A Quote by Bret Stephens

When you work at 'The Wall Street Journal,' the coins of the realm are truth and trust - the latter flowing exclusively from the former. — © Bret Stephens
When you work at 'The Wall Street Journal,' the coins of the realm are truth and trust - the latter flowing exclusively from the former.
OK, so here's the deal. First of all, "The Wall Street Journal" was bought for $5 billion. It's now worth $500 million, OK. They don't have to tell me what to do. "The Wall Street Journal" has been wrong so many different times about so many different things. I am all for free trade, but it's got to be fair. When Ford moves their massive plant to Mexico, we get nothing. We lose all of these jobs.
If you think Wall Street has a short memory, you're dead wrong. No, the folks who work on Wall Street, regulate Wall Street - and, above all, invest in its wares, notably its hedge funds - don't have a bad memory. They don't have any memory at all.
If mythic violence is lawmaking, divine violence is law-?destroying; if the former sets boundaries, the latter boundlessly destroys them; if mythic violence brings at once guilt and retribution, divine power only expiates; if the former threatens, the latter strikes; if the former is bloody, the latter is lethal without spilling blood
People don't trust government, they don't trust Wall Street, they don't trust the church, they don't trust the media.
Wall Street shouldn't be deregulated. I think Wall Street and Main Street need to play by the same set of rules. The middle-class can't carry the burden any longer, that is what happened in the last decade. They had to bail out Wall Street.
You know, I think many people have the mistaken impression that Congress regulates Wall Street. In truth that's not the case. The real truth is that Wall Street regulates the Congress.
There must always be a discrepncy between concepts and reality, because the former are static and discontinuous while the latter is dynamic and flowing
I've never been on Wall Street. And I care about Wall Street for one reason and one reason only because what happens on Wall Street matters to Main Street.
The 'Wall Street Journal' is quite irate that I rank them with industry front groups and cranks denying climate change. But they have a record whenever industrial pollutants are involved. Look at the 'Journal''s commentary on acid rain, on the ozone layer, and on climate change.
Do not trust all men, but trust men of worth; the former course is silly, the latter a mark of prudence.
I started my career at the Wall Street Journal, before moving on to CNBC and NBC.
Creating a portrait of a female point of view in an environment that we've pretty much exclusively understood through a male perspective - "Wall Street," "Wolf of Wall Street," "Arbitrage" - etc. was beyond exciting for me. It felt downright necessary. And I felt really inspired by Alysia Reiner and Sarah Megan Thomas' agenda in telling these types of unique, feminist stories. [Both of them produced and acted in "Equity."]
And the distinction between violent and non-violent action is that the former is exclusively bent upon the destruction of the old, and the latter is chiefly concerned with the establishment of something new.
Wall Street owns the country. It is no longer a government of the people, for the people and by the people, but a government for Wall Street, by Wall Street, and for Wall Street. The great common people of this country are slaves, and monopoly is the master…Let the bloodhounds of money who have dogged us thus far beware.
The difference between talent and genius is this: while the former usually develops some special branch of our faculties, the latter commands them all. When the former is combined with tact, it is often more than a match for the latter.
Murdoch paid too much for the Wall Street Journal even when he didn't have any competition.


TASK STATEMENT
Should any entry include an image, skip the image and copy the entry exactly.

EXERCISE INPUTS
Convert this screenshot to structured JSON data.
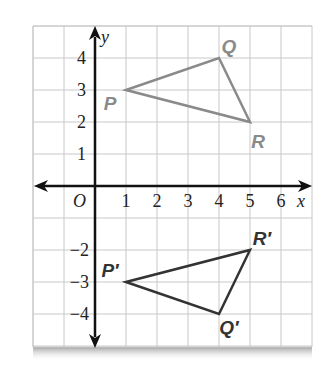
{
  "figure": {
    "grid": {
      "x_min": -2,
      "x_max": 7,
      "y_min": -5,
      "y_max": 5,
      "color": "#c8c8c8"
    },
    "axes": {
      "x_label": "x",
      "y_label": "y",
      "origin_label": "O",
      "x_ticks": [
        "1",
        "2",
        "3",
        "4",
        "5",
        "6"
      ],
      "y_ticks_positive": [
        "1",
        "2",
        "3",
        "4"
      ],
      "y_ticks_negative": [
        "−2",
        "−3",
        "−4"
      ],
      "color": "#111111"
    },
    "triangles": [
      {
        "name": "PQR",
        "color": "#8a8a8a",
        "vertices": [
          {
            "label": "P",
            "x": 1,
            "y": 3,
            "lx": 110,
            "ly": 110
          },
          {
            "label": "Q",
            "x": 4,
            "y": 4,
            "lx": 229,
            "ly": 53
          },
          {
            "label": "R",
            "x": 5,
            "y": 2,
            "lx": 258,
            "ly": 148
          }
        ]
      },
      {
        "name": "P'Q'R'",
        "color": "#333333",
        "vertices": [
          {
            "label": "P′",
            "x": 1,
            "y": -3,
            "lx": 110,
            "ly": 277
          },
          {
            "label": "Q′",
            "x": 4,
            "y": -4,
            "lx": 229,
            "ly": 334
          },
          {
            "label": "R′",
            "x": 5,
            "y": -2,
            "lx": 262,
            "ly": 245
          }
        ]
      }
    ]
  }
}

RESPONSE AREA
Convert this screenshot to structured JSON data.
{
  "figure": {
    "grid": {
      "x_min": -2,
      "x_max": 7,
      "y_min": -5,
      "y_max": 5,
      "color": "#c8c8c8"
    },
    "axes": {
      "x_label": "x",
      "y_label": "y",
      "origin_label": "O",
      "x_ticks": [
        "1",
        "2",
        "3",
        "4",
        "5",
        "6"
      ],
      "y_ticks_positive": [
        "1",
        "2",
        "3",
        "4"
      ],
      "y_ticks_negative": [
        "−2",
        "−3",
        "−4"
      ],
      "color": "#111111"
    },
    "triangles": [
      {
        "name": "PQR",
        "color": "#8a8a8a",
        "vertices": [
          {
            "label": "P",
            "x": 1,
            "y": 3,
            "lx": 110,
            "ly": 110
          },
          {
            "label": "Q",
            "x": 4,
            "y": 4,
            "lx": 229,
            "ly": 53
          },
          {
            "label": "R",
            "x": 5,
            "y": 2,
            "lx": 258,
            "ly": 148
          }
        ]
      },
      {
        "name": "P'Q'R'",
        "color": "#333333",
        "vertices": [
          {
            "label": "P′",
            "x": 1,
            "y": -3,
            "lx": 110,
            "ly": 277
          },
          {
            "label": "Q′",
            "x": 4,
            "y": -4,
            "lx": 229,
            "ly": 334
          },
          {
            "label": "R′",
            "x": 5,
            "y": -2,
            "lx": 262,
            "ly": 245
          }
        ]
      }
    ]
  }
}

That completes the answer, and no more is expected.